Pollinate the Future

I love Fridays.  There is something wonderful about a teaching day that is flexible, full, and ready for whatever learning opportunity is needed.  My plan book was blank today, but I knew just what learning would support the learners in our class today.  We didn’t squander a single minute…and left inspired and ready…for more learning, for spring break, and for our 30-day poetry challenge!

My time in the garden yesterday stayed with me today.  I was thinking about bees and the work they do.  As I wrote today (waiting for a table to be ready for us for dinner), I realized that teachers are a lot like bees.  The work we do is often perceived as unremarkable, the day in day out attending to a series of seemingly small skills that add up to fueling all of the professions in our country.  Like bees and pollination, teaching is work that matters in so many ways but seems so inconsequential in its dailiness.  As teachers, we pollinate the future, growing the innovators, the designers, the architects, the scientists, the work force of the future.  I’ve learned to appreciate bees, and I know that teachers are appreciated in many circles, but the teaching profession tends to be under appreciated and misunderstood in our larger society.  Enough from my soapbox, here’s today’s poem:

Bees

Cellophane wings

with invisible speed

buzz buzz

carry fuzzy pollinators

from bloom to bloom

buzz buzz

doing unremarkable work

that matters

to all of us

buzz buzz

pollinating the future

Douillard 2018

bees

I can feel the pollination of poetry taking hold in the classroom.  Students came in to school this morning ready to share poems they had worked on at home overnight.  Here’s a little collection to enjoy!

Trees

Tall, lanky branches

stretch out

like fireworks,

leaves explode into different colors

throughout seasons,

roots grapple to find water in the dry soil.

After getting old

the bark shreds off,

like a snake shedding its skin.

The branches that used to be fireworks

slowly snap, then fall

and break into pieces of branch and twig.

Koa

Avi's tree

The Giant

The giant soars above me

towering over the town

the giant’s arms glide against the wind

over everything in the park

the calm surrounds me

as the roots dig deeper into the ground.

silently watching everything

Photo and poem by Avi

And something playful…

siena's hula hoop

A Hula Hoop

It twirls like never before
it dances like a ballerina
it spins like a dreidel

When it falls it gets back up

Photo and poem by Siena

It’s officially spring break…I can’t wait to see how the poetry momentum sustains when we are away from school!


Entries follow. Give back exactly the lines starting at the one containing "What do you see at coordinates (382, 106)" and ending at the one containing "What do you see at coordinates (172, 36)", and no other lines.

[EXERCISE INPUTS]

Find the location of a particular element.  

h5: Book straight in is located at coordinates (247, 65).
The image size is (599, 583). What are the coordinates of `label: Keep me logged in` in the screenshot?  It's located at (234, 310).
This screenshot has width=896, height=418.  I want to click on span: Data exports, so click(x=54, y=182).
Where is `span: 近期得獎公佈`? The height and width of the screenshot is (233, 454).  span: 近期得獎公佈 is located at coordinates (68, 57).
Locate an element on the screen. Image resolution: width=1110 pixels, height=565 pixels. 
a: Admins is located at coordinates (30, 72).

[/EXERCISE INPUTS]
[EXERCISE INPUTS]

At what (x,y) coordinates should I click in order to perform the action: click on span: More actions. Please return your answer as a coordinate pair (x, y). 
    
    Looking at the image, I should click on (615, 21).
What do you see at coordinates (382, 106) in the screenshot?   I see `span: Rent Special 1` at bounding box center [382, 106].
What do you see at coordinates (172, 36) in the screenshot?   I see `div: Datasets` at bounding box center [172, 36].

[/EXERCISE INPUTS]

ANSWER FOR THIS EXERCISE →
What do you see at coordinates (382, 106) in the screenshot?   I see `span: Rent Special 1` at bounding box center [382, 106].
What do you see at coordinates (172, 36) in the screenshot?   I see `div: Datasets` at bounding box center [172, 36].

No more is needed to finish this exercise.